Why not? Rival water companies are allowed to show filters to prove their claims.

The basis of all successful sanitary progress is an intelligent and responsive public.

The problem is to visualize cause and effect to the ordinary individual, too absorbed in his own affairs to study out the principle for himself.

The success of the street cleaning brigade, tried for one season in Boston; the improvement in the condition of parks wherever receptacles for wastes have been placed; the tidy condition of corner lots where civic improvement leagues have taken the matter up with the children, all point to a means neglected by the officials, and hence to wasted opportunity and delayed obedience to regulations.

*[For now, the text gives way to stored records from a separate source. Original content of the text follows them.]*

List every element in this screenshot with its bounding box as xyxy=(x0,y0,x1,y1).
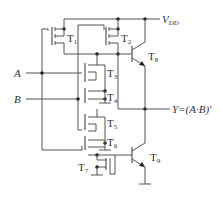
transistor-t9 xyxy=(132,109,151,184)
t3-label: T3 xyxy=(107,67,118,81)
t8-label: T8 xyxy=(148,50,159,64)
t1-label: T1 xyxy=(67,32,78,46)
vdd-rail xyxy=(64,17,160,21)
output-label: Y=(A·B)′ xyxy=(172,103,212,116)
input-b-label: B xyxy=(14,93,21,105)
t4-label: T4 xyxy=(107,91,118,105)
transistor-t7 xyxy=(91,155,115,175)
transistor-t1 xyxy=(52,19,66,54)
t6-label: T6 xyxy=(107,136,118,150)
t2-label: T2 xyxy=(121,32,132,46)
t5-label: T5 xyxy=(107,117,118,131)
transistor-t8 xyxy=(132,19,145,109)
transistor-t5 xyxy=(85,109,105,140)
transistor-t3 xyxy=(85,54,105,91)
output-line xyxy=(118,54,170,111)
input-a xyxy=(26,71,82,75)
input-b xyxy=(26,97,80,101)
vdd-label: VDD xyxy=(162,13,179,27)
transistor-t2 xyxy=(106,19,120,54)
circuit-diagram: VDD T1 T2 xyxy=(0,0,223,198)
input-a-label: A xyxy=(13,67,21,79)
t7-label: T7 xyxy=(78,161,89,175)
t9-label: T9 xyxy=(150,151,161,165)
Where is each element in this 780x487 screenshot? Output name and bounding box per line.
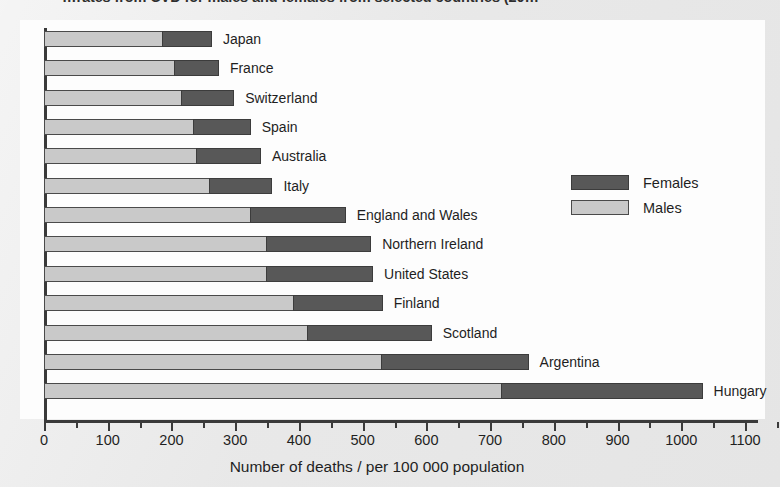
x-axis-minor-tick bbox=[140, 422, 142, 428]
x-axis-tick-label: 700 bbox=[478, 432, 502, 448]
bar-category-label: Argentina bbox=[540, 354, 600, 370]
x-axis-minor-tick bbox=[203, 422, 205, 428]
x-axis-minor-tick bbox=[76, 422, 78, 428]
x-axis-major-tick bbox=[363, 422, 365, 431]
legend-swatch-males-icon bbox=[571, 200, 629, 215]
x-axis-tick-label: 400 bbox=[287, 432, 311, 448]
x-axis-tick-label: 800 bbox=[542, 432, 566, 448]
bar-row bbox=[44, 207, 349, 223]
bar-segment-females bbox=[307, 325, 431, 341]
bar-segment-males bbox=[44, 148, 197, 164]
bar-row bbox=[44, 31, 215, 47]
bar-category-label: Japan bbox=[223, 31, 261, 47]
bar-segment-females bbox=[209, 178, 273, 194]
legend-item-males: Males bbox=[571, 197, 741, 218]
bar-segment-males bbox=[44, 295, 294, 311]
x-axis-minor-tick bbox=[331, 422, 333, 428]
bar-category-label: England and Wales bbox=[357, 207, 478, 223]
x-axis-tick-label: 900 bbox=[605, 432, 629, 448]
bar-segment-females bbox=[293, 295, 383, 311]
x-axis-major-tick bbox=[681, 422, 683, 431]
bar-segment-males bbox=[44, 325, 308, 341]
x-axis-tick-label: 0 bbox=[40, 432, 48, 448]
x-axis-tick-label: 100 bbox=[96, 432, 120, 448]
bar-category-label: Australia bbox=[272, 148, 326, 164]
bar-segment-males bbox=[44, 90, 182, 106]
x-axis-tick-label: 200 bbox=[159, 432, 183, 448]
bar-row bbox=[44, 266, 376, 282]
bar-segment-females bbox=[174, 60, 219, 76]
bar-segment-females bbox=[181, 90, 234, 106]
bar-segment-females bbox=[381, 354, 529, 370]
bar-segment-males bbox=[44, 178, 210, 194]
bar-segment-males bbox=[44, 31, 163, 47]
x-axis-minor-tick bbox=[649, 422, 651, 428]
bar-segment-females bbox=[196, 148, 261, 164]
bar-segment-females bbox=[162, 31, 212, 47]
bar-segment-females bbox=[501, 383, 703, 399]
bar-category-label: Switzerland bbox=[245, 90, 317, 106]
legend-label-males: Males bbox=[643, 200, 682, 216]
bar-category-label: France bbox=[230, 60, 274, 76]
chart-title: …rates from CVD for males and females fr… bbox=[62, 0, 539, 5]
x-axis-minor-tick bbox=[267, 422, 269, 428]
x-axis-minor-tick bbox=[777, 422, 779, 428]
x-axis-tick-label: 1100 bbox=[729, 432, 760, 448]
chart-legend: Females Males bbox=[571, 172, 741, 222]
bar-row bbox=[44, 119, 254, 135]
bar-segment-males bbox=[44, 60, 175, 76]
chart-title-strip: …rates from CVD for males and females fr… bbox=[0, 0, 780, 9]
bar-segment-females bbox=[250, 207, 346, 223]
bar-category-label: Italy bbox=[283, 178, 309, 194]
x-axis-minor-tick bbox=[458, 422, 460, 428]
legend-item-females: Females bbox=[571, 172, 741, 193]
x-axis-major-tick bbox=[554, 422, 556, 431]
bar-segment-females bbox=[193, 119, 251, 135]
bar-segment-females bbox=[266, 266, 373, 282]
bar-row bbox=[44, 148, 264, 164]
bar-row bbox=[44, 325, 435, 341]
bar-segment-males bbox=[44, 354, 382, 370]
legend-label-females: Females bbox=[643, 175, 699, 191]
x-axis-title-text: Number of deaths / per 100 000 populatio… bbox=[230, 458, 525, 476]
bar-category-label: Spain bbox=[262, 119, 298, 135]
x-axis-major-tick bbox=[44, 422, 46, 431]
bar-row bbox=[44, 236, 374, 252]
bar-row bbox=[44, 354, 532, 370]
x-axis-major-tick bbox=[235, 422, 237, 431]
bar-segment-males bbox=[44, 383, 502, 399]
x-axis-minor-tick bbox=[395, 422, 397, 428]
x-axis-major-tick bbox=[108, 422, 110, 431]
legend-swatch-females-icon bbox=[571, 175, 629, 190]
x-axis-major-tick bbox=[171, 422, 173, 431]
bar-segment-males bbox=[44, 266, 267, 282]
bar-row bbox=[44, 178, 275, 194]
bar-segment-males bbox=[44, 119, 194, 135]
x-axis-minor-tick bbox=[586, 422, 588, 428]
bar-row bbox=[44, 295, 386, 311]
x-axis-major-tick bbox=[745, 422, 747, 431]
x-axis-major-tick bbox=[299, 422, 301, 431]
bar-category-label: Hungary bbox=[714, 383, 767, 399]
x-axis-minor-tick bbox=[713, 422, 715, 428]
bar-row bbox=[44, 60, 222, 76]
bar-segment-males bbox=[44, 236, 267, 252]
x-axis-major-tick bbox=[618, 422, 620, 431]
bar-row bbox=[44, 383, 706, 399]
x-axis-tick-label: 300 bbox=[223, 432, 247, 448]
bar-category-label: Scotland bbox=[443, 325, 497, 341]
x-axis-tick-label: 1000 bbox=[665, 432, 697, 448]
x-axis-major-tick bbox=[426, 422, 428, 431]
bar-segment-females bbox=[266, 236, 371, 252]
bar-category-label: Northern Ireland bbox=[382, 236, 483, 252]
x-axis-major-tick bbox=[490, 422, 492, 431]
x-axis-title: Number of deaths / per 100 000 populatio… bbox=[0, 458, 780, 476]
x-axis-tick-label: 600 bbox=[414, 432, 438, 448]
bar-segment-males bbox=[44, 207, 251, 223]
bar-row bbox=[44, 90, 237, 106]
x-axis-tick-label: 500 bbox=[351, 432, 375, 448]
bar-category-label: United States bbox=[384, 266, 468, 282]
bar-category-label: Finland bbox=[394, 295, 440, 311]
x-axis-minor-tick bbox=[522, 422, 524, 428]
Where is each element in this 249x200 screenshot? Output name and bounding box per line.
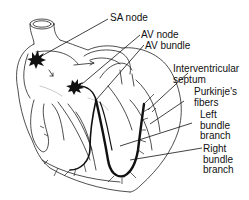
label-av-bundle: AV bundle bbox=[145, 41, 190, 52]
label-right-bundle-branch: Right bundle branch bbox=[203, 144, 234, 176]
label-left-bundle-branch: Left bundle branch bbox=[200, 110, 231, 142]
heart-conduction-diagram: SA node AV node AV bundle Interventricul… bbox=[0, 0, 249, 200]
label-sa-node: SA node bbox=[110, 13, 148, 24]
label-av-node: AV node bbox=[141, 30, 179, 41]
label-interventricular-septum: Interventricular septum bbox=[173, 64, 239, 85]
label-purkinje-fibers: Purkinje's fibers bbox=[194, 87, 237, 108]
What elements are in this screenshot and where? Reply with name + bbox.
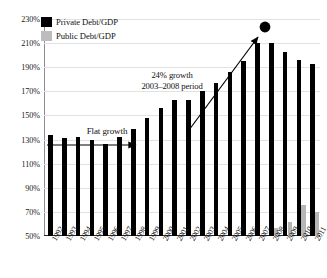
chart-legend: Private Debt/GDP Public Debt/GDP [41,15,145,43]
legend-label-public: Public Debt/GDP [56,31,116,41]
bar-slot [265,19,279,236]
bar-slot [223,19,237,236]
bar-private-debt [269,43,274,236]
y-tick-label: 70% [25,207,40,216]
bar-private-debt [310,64,315,236]
x-axis: 1992199319941995199619971998199920002001… [44,238,320,278]
y-axis: 230%210%190%170%150%130%110%90%70%50% [0,19,40,236]
annotation-growth-label: 24% growth 2003–2008 period [118,70,226,92]
y-tick-label: 50% [25,232,40,241]
bar-slot [196,19,210,236]
annotation-growth-line1: 24% growth [118,70,226,81]
legend-swatch-private-icon [41,17,52,27]
bar-private-debt [103,144,108,236]
bar-slot [251,19,265,236]
bar-private-debt [214,83,219,236]
annotation-flat-growth: Flat growth [48,126,166,137]
bar-private-debt [228,72,233,236]
legend-item-private: Private Debt/GDP [41,15,145,28]
bar-private-debt [90,140,95,236]
bar-private-debt [131,129,136,236]
bar-slot [210,19,224,236]
y-tick-label: 90% [25,183,40,192]
y-tick-label: 110% [22,159,40,168]
bar-private-debt [255,43,260,236]
y-tick-label: 190% [21,63,40,72]
bar-private-debt [241,61,246,236]
bar-private-debt [200,91,205,236]
bar-private-debt [283,52,288,236]
bar-slot [306,19,320,236]
bar-private-debt [48,135,53,236]
bar-private-debt [62,138,67,236]
y-tick-label: 170% [21,87,40,96]
y-tick-label: 230% [21,15,40,24]
debt-to-gdp-bar-chart: 230%210%190%170%150%130%110%90%70%50% 19… [0,0,327,278]
bar-private-debt [172,100,177,236]
bar-slot [292,19,306,236]
bar-private-debt [186,100,191,236]
legend-label-private: Private Debt/GDP [56,17,118,27]
bar-slot [182,19,196,236]
y-tick-label: 210% [21,39,40,48]
y-tick-label: 150% [21,111,40,120]
bar-private-debt [76,137,81,236]
legend-swatch-public-icon [41,31,52,41]
legend-item-public: Public Debt/GDP [41,29,145,42]
annotation-flat-growth-label: Flat growth [48,126,166,136]
annotation-growth-line2: 2003–2008 period [118,81,226,92]
bar-slot [279,19,293,236]
bar-slot [168,19,182,236]
bar-private-debt [117,137,122,236]
bar-slot [237,19,251,236]
y-tick-label: 130% [21,135,40,144]
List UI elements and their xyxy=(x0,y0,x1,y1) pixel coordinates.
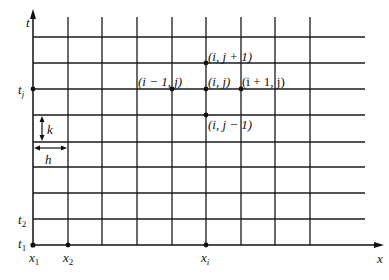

For the position of instructive inspector, it goes without saying that a trained woman will be worth more than a man, since most of the regulations affect or would be controlled by women.

A gain in the speed of adoption of sanitary reforms would be comparatively rapid under a thoroughly qualified woman as instructive inspector, and that there will not be any great gain until such a measure is adopted is the firm belief of the writer.

Mrs. von Wagner's work in Yonkers, begun in 1897 under the Civic League, is well known. After three years' trial the Board of Health established her in the position of Sanitary Inspector. Her work in the tenement districts has been most successful. Several other cities have followed the example of Yonkers, but the practice is by no means general. Yet there is no doubt that it would add efficiency to any Board of Health.

The most recent experiment was the employment, the past summer, of an inspector provided by the Women's Munic.i.p.al League of Boston, to inspect and devise means for bettering conditions in a district of small shops where food is sold. The district had been found by the Market Committee of this organization to be in need of such help. A graduate of the School for Social Workers was chosen, who carried on her campaign with the spirit of helpfulness fostered by her training.

She was given a badge by the Board of Health, who have been most sympathetic and cordial in their support. The experiment has been justified by the results and especially by the reception accorded the inspector by the people of the district. It has proved that there is a responsive desire to fulfill the law wherever its provisions are understood.

Inspection cannot fulfill its purpose until it is instructive. Man and the law will be in accord when the benefits of the law to man are appreciated.

It is inc.u.mbent upon the sanitary authorities to see to it that their efforts are not wasted on an inert, partially hostile clientele.